### Source records
== Segment start ==

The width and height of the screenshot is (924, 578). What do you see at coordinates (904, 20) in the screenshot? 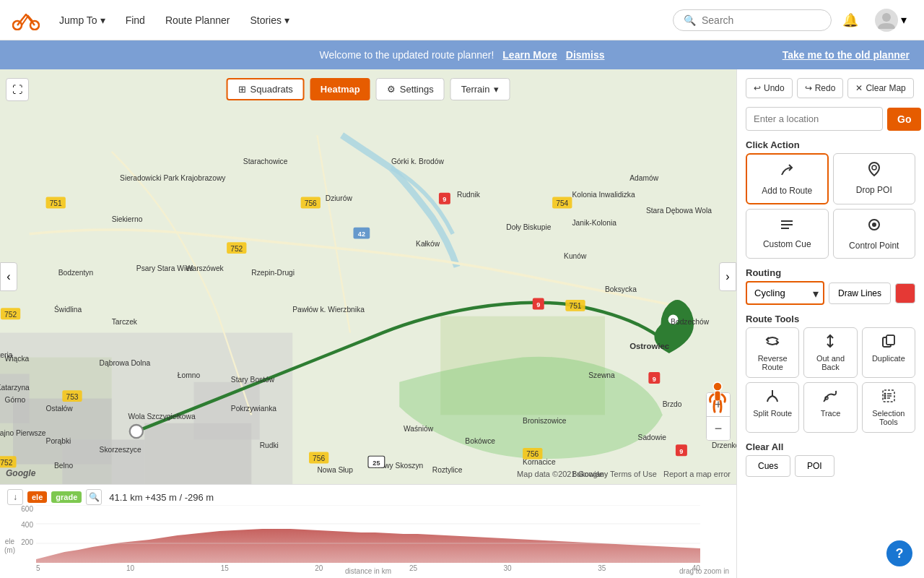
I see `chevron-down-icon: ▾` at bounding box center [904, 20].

== Segment end ==
== Segment start ==

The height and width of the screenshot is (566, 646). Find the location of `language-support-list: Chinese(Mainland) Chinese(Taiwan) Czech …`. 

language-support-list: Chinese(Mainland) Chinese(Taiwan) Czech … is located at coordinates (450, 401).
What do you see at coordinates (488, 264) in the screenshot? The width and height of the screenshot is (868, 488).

== Segment end ==

### Aim of the task
Output exactly one stretch of the listing: from the line containing "The height and" through the line containing "What do you see at coordinates (488, 264)", both end lines included.

### Written answer
The height and width of the screenshot is (566, 646). Find the location of `language-support-list: Chinese(Mainland) Chinese(Taiwan) Czech …`. 

language-support-list: Chinese(Mainland) Chinese(Taiwan) Czech … is located at coordinates (450, 401).
What do you see at coordinates (488, 264) in the screenshot? The width and height of the screenshot is (868, 488).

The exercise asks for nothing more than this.